Just riding weak bulls?
Western bulls are much more sturdier and we fight the bulls head on.
Spanish matador, 16, takes on 6 bulls
Matador Jairo Miguel Sanchez Alonso gets ready to kill a bull during a bullfight in Caceres, Spain. (MIGUEL ANGEL MORENATTI / AP)
Jairo Miguel Sanchez Alonso is seen before a bullfight in Caceres, Spain. Jairo Miguel, a 16-year-old Spanish matador, killed six bulls, pulling off a feat normally attempted only by seasoned veterans and winning trophies for his bravery, the ears from animals he had just slain. (MIGUEL ANGEL MORENATTI / AP)
Matador Jairo Miguel Sanchez Alonso makes a pass during a bullfight in Caceres, Spain. (MIGUEL ANGEL MORENATTI /AP)
Matador Jairo Miguel Sanchez Alonso makes a pass during a bullfight in Caceres, Spain. (MIGUEL ANGEL MORENATTI /AP)
Matador Jairo Miguel Sanchez Alonso gets ready to kill a bull during a bullfight in Caceres, Spain. (MIGUEL ANGEL MORENATTI / AP)
Jairo Miguel Sanchez Alonso is seen before a bullfight in Caceres, Spain. Jairo Miguel, a 16-year-old Spanish matador, killed six bulls, pulling off a feat normally attempted only by seasoned veterans and winning trophies for his bravery, the ears from animals he had just slain. (MIGUEL ANGEL ORENATTI / AP)
By DANIEL WOOLLSThe Associated Press
Sat., Feb. 6, 2010
CACERES-A 16-year-old Spanish matador set about Saturday to kill six fighting bulls in one afternoon, a dangerous feat usually attempted only by seasoned veterans.
After approximately 50 minutes Jairo Miguel Sanchez Alonso successfully slew his first bull, a black beast weighing 450 kilograms (990 pounds) and a second one, a muscular, fast and agile chocolate-brown animal.
Wearing a sparkling white suit of lights with gold sequins that twinkled in the late afternoon sun the young toreador was greeted by a two-thirds full 5,000-seater bullring.
Minutes before the fight started he and his former bullfighter father hugged in the alley leading to the bullring and cried in an emotional scene.
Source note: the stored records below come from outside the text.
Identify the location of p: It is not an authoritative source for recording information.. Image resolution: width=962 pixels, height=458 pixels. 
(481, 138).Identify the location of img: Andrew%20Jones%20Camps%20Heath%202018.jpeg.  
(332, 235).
This type of drama, which pits a debutante young matador against six ferocious bulls, happens every now and then when a bullfighter feels brave enough to risk his life to show his courage. Once a fighter reaches the minimum legal age of 16, it is not considered controversial in Spain.
The crowd was appreciative but not rapturous as he faced the animals while a six-man taurine band played traditional paso doble tunes.
Jairo Miguel was fighting the bulls in his hometown of Caceres, in Spain’s southwestern Extremadura region.
The average age for matadors in Spain is 25 to 30 and Jairo Miguel spent around four years fighting in Latin America to escape the strict age limit.
The normal format for a bullfight is three matadors taking on two animals each. Aficionados say it is extremely rare for a matador as young as 16 to fight six, a challenge requiring great physical and mental stamina.
In an interview the night before the big fight, Jairo Miguel said he was nervous but confident in his skills. A tall, slender boy with a baby face and a nice smile, he bears a scar from a ghastly goring that nearly punctured his heart in Mexico in 2007.
He got started at age 6, locking horns with a young cow.
“Ever since I was very small I have had this in my genes,” he told The Associated Press. “I have practically grown up with bulls.”
Juan Belmonte, a bullfighting critic for Canal Sur television in Seville, said Jairo Miguel is largely untested but a promising matador.
“Imagine a class of first-graders. There is always one that stands out. That is Jairo Miguel,” he said.
Belmonte said that of the 800-odd bullfighters active in Spain, just a handful took on six of the 500-600-kilogram (1,100-1,300-pound) beasts at age 16.
One of them was Julian Lopez, who did it in 1998 and is now one of Spain’s top bullfighters. He did it in Madrid’s storied and very demanding Las Ventas ring, bullfighting’s equivalent of Madison Square Garden. He won top honours, being carried out of the ring on fans’ shoulders and claiming two trophies — ears from bulls he had just slain.
Jairo Miguel’s setting is much less grandiose: a smallish, second-category ring in a preseason charity event to benefit children with autism.
His mother, Celia Alonso, said she chain-smokes in the days leading up to one of her son’s fights, cannot sleep even with tranquilizers and would prefer he do anything but this — “football, computers, whatever.”
“But he has chosen this and I have to support him,” Alonso said. “All I know is what his eyes say when he struts out into the ring.”